1 DECEMBER 1967, Page 21

National asset

ARCHITECTURE TERENCE BENDIXSON

When the National Theatre took its production of Love for Love to Berlin a couple of years ago, one man was able to move all the sets on stage ready for a performance in about one minute. At the Old Vic the same job took about twenty men two to three hours. There, in a nutshell, is one crucial difference between an old theatre and a modern one. Push-button stage building of this kind opens countless new horizons. It makes it possible on a single stage to rehearse one play in the morning, perform a second at matinie and a third in the evening. This is the sort of benefit the National Theatre will get from Denys Lasdun's designs for an • open stage and proscenium stage auditorium on the South Bank. And it is not hard to see what a contribution it would make to the flowering of British theatre.

Lasdun makes possible this widening of the tar's horizons by stepping up the scale of archi- tecture's basic ingredient—space, and in this case space back stage. The reason why the Berliners could build the Love for Love set in one minute was because it was assembled behind one of the wings ready to be slid on and off at the touch of a switch. Given two auditoria with such equipment the NT could quintuple its output. In Lasdun's view, however, the biggest single influence on current theatre design is lighting. Since electricity replaced candles stage lighting has been limited by the number of switches a man can manipulate and by the fact that, in one NT production for instance, it took fourteen hours to focus all the spotlights. Now computer controlled lighting sequences and spots that can be swivelled and focused by re- mote control, like the TV cameras used to police the M4 motorway, are creating new possibilities.

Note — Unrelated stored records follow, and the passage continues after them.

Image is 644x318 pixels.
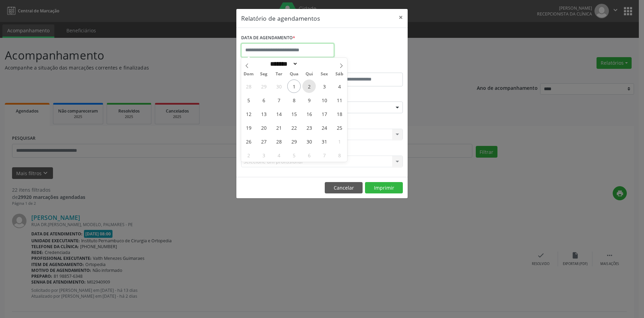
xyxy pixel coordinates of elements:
span: Outubro 12, 2025 [242,107,256,120]
span: Outubro 6, 2025 [257,94,271,107]
input: Year [298,61,321,68]
span: Outubro 19, 2025 [242,121,256,135]
span: Outubro 7, 2025 [273,94,286,107]
span: Novembro 4, 2025 [273,149,286,162]
span: Qui [302,72,317,77]
span: Outubro 21, 2025 [273,121,286,135]
span: Outubro 25, 2025 [333,121,346,135]
span: Qua [287,72,302,77]
span: Outubro 10, 2025 [318,94,331,107]
span: Outubro 15, 2025 [288,107,301,120]
button: Cancelar [325,182,363,194]
button: Close [394,9,408,26]
span: Outubro 24, 2025 [318,121,331,135]
span: Outubro 22, 2025 [288,121,301,135]
span: Setembro 28, 2025 [242,79,256,93]
span: Outubro 13, 2025 [257,107,271,120]
span: Outubro 2, 2025 [303,79,316,93]
span: Outubro 5, 2025 [242,94,256,107]
span: Sex [317,72,332,77]
span: Novembro 5, 2025 [288,149,301,162]
span: Outubro 16, 2025 [303,107,316,120]
label: DATA DE AGENDAMENTO [241,33,296,44]
h5: Relatório de agendamentos [241,13,320,23]
button: Imprimir [365,182,403,194]
span: Outubro 26, 2025 [242,135,256,148]
span: Ter [272,72,287,77]
span: Novembro 7, 2025 [318,149,331,162]
span: Outubro 17, 2025 [318,107,331,120]
span: Outubro 18, 2025 [333,107,346,120]
span: Outubro 3, 2025 [318,79,331,93]
span: Outubro 29, 2025 [288,135,301,148]
span: Outubro 28, 2025 [273,135,286,148]
span: Outubro 1, 2025 [288,79,301,93]
span: Outubro 4, 2025 [333,79,346,93]
span: Outubro 23, 2025 [303,121,316,135]
span: Novembro 8, 2025 [333,149,346,162]
span: Outubro 31, 2025 [318,135,331,148]
span: Setembro 30, 2025 [273,79,286,93]
select: Month [268,61,298,68]
span: Outubro 30, 2025 [303,135,316,148]
label: ATÉ [324,62,403,73]
span: Outubro 20, 2025 [257,121,271,135]
span: Novembro 6, 2025 [303,149,316,162]
span: Dom [241,72,257,77]
span: Seg [257,72,272,77]
span: Outubro 9, 2025 [303,94,316,107]
span: Outubro 27, 2025 [257,135,271,148]
span: Outubro 11, 2025 [333,94,346,107]
span: Outubro 14, 2025 [273,107,286,120]
span: Setembro 29, 2025 [257,79,271,93]
span: Novembro 2, 2025 [242,149,256,162]
span: Outubro 8, 2025 [288,94,301,107]
span: Sáb [332,72,347,77]
span: Novembro 1, 2025 [333,135,346,148]
span: Novembro 3, 2025 [257,149,271,162]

It is particularly important for the NT to take advantage of this technical revolution because it is a rep; and lighting is apparently the first thing to. suffer when the stage is being continuously rebuilt for another play. Nor are the benefits confined to what can be done to illuminate players and sets. Mr Lasdun hints that Richard Pilbrow, his brilliant consultant on stage machinery, lighting and sound, has shown how lighting could also be used to create atmosphere in the house before the curtain goes up. This would make it a major element in the interior design of the national theatres. Gilded cherubs and flock wallpaper are definitely out.

So much for the space-hungry guts of a pair of theatres that Pilbrow says will be better than anything in Britain on the technical side, even if they are not so completely mechanised as some recent German civic theatres. The playgoer arriving across Waterloo Bridge will see them as two jutting layers of translucent terraces capped by.powerful towers. Between the prows will be the entrances tied to the bridge and the South Bank by footways giving what Olivier calls an 'outstretched hand of welcome.' And inside Lasdun promises the antithesis of austerity. I think the sumptuousness of his Royal College of Physicians in Regent's Park and, at a far lower level of opulence, his richly carpeted students'--quarters for the University of East Anglia, are proof enough that he will live up to his promise. It only remains for the Greater London Council to realise what a fillip to London's economy the new theatres would give and come forward with half of the £7.4 million.